Wednesday, March 01, 2017

The Pinching of March The Cenozoic Era:The Paleogene Period

At the dawn of the Paleogene—the beginning of the Cenozoic era—dinosaurs, pterosaurs, and giant marine reptiles were conspicuously absent from the face of the Earth. Rodent-size (and perhaps larger) mammals emerged from the shadow of the night, suddenly free to fill the void. Over the next 42 million years, they grew in size, number, and diversity. As the period came to a close, life-forms still common today filled the seas, dominated the land, and had taken to the air.

During the Paleogene the continents drifted farther apart, heading toward their modern positions. Oceans widened the gaps, Europe severed its last ties with North America, and Australia and Antarctica finally parted ways. As the climate significantly cooled and dried, sea levels continued to drop from late Cretaceous levels, draining most interior seaways.

The cooling and drying trend began in earnest following a sudden temperature spike about 55 million years ago. Sea surface temperatures rose between 9 and 14 degrees Fahrenheit (5 and 8 degrees Celsius) over a period of a few thousand years, killing off numerous single-celled marine organisms called foraminifera, along with some other invertebrates. This event also profoundly affected northern forests, previously full of deciduous hardwoods with sequoias and pines. The new, more humid subtropical conditions nurtured abundant palms and guavas. Land mammals responded in kind, radiating and diversifying into many new forms.

As the climate cooled and dried following the warming, forests gave way to open woodlands and grasslands in the northern hemisphere and started to support thundering herds of grazing mammals.

Fish filled in the oceans, food to fuel sharks, which were fast ruling the waters in the absence of the giant mosasaurs and plesiosaurs of the Cretaceous. Squid and other soft-bodied cephalopods replaced their shelled relatives, which once filled the middle rung on the food chain. Sea snails and bivalves that were similar to modern forms lurked on the ocean bottom. New types of foraminifera and sea urchins replaced those that had died off in earlier mass extinctions.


**Work order:**
Repeat the listing that follows character for character, omitting images.
────────────────────
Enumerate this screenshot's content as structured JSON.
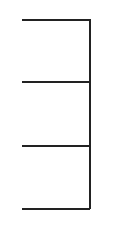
{
  "diagram": {
    "type": "bracket-tree",
    "stroke_color": "#222222",
    "stroke_width": 2,
    "trunk": {
      "x": 89,
      "y1": 19,
      "y2": 209
    },
    "branches": [
      {
        "y": 19,
        "x1": 22,
        "x2": 90
      },
      {
        "y": 81,
        "x1": 22,
        "x2": 90
      },
      {
        "y": 145,
        "x1": 22,
        "x2": 90
      },
      {
        "y": 208,
        "x1": 22,
        "x2": 90
      }
    ]
  }
}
────────────────────
**Answer to the problem:**
Enumerate this screenshot's content as structured JSON.
{
  "diagram": {
    "type": "bracket-tree",
    "stroke_color": "#222222",
    "stroke_width": 2,
    "trunk": {
      "x": 89,
      "y1": 19,
      "y2": 209
    },
    "branches": [
      {
        "y": 19,
        "x1": 22,
        "x2": 90
      },
      {
        "y": 81,
        "x1": 22,
        "x2": 90
      },
      {
        "y": 145,
        "x1": 22,
        "x2": 90
      },
      {
        "y": 208,
        "x1": 22,
        "x2": 90
      }
    ]
  }
}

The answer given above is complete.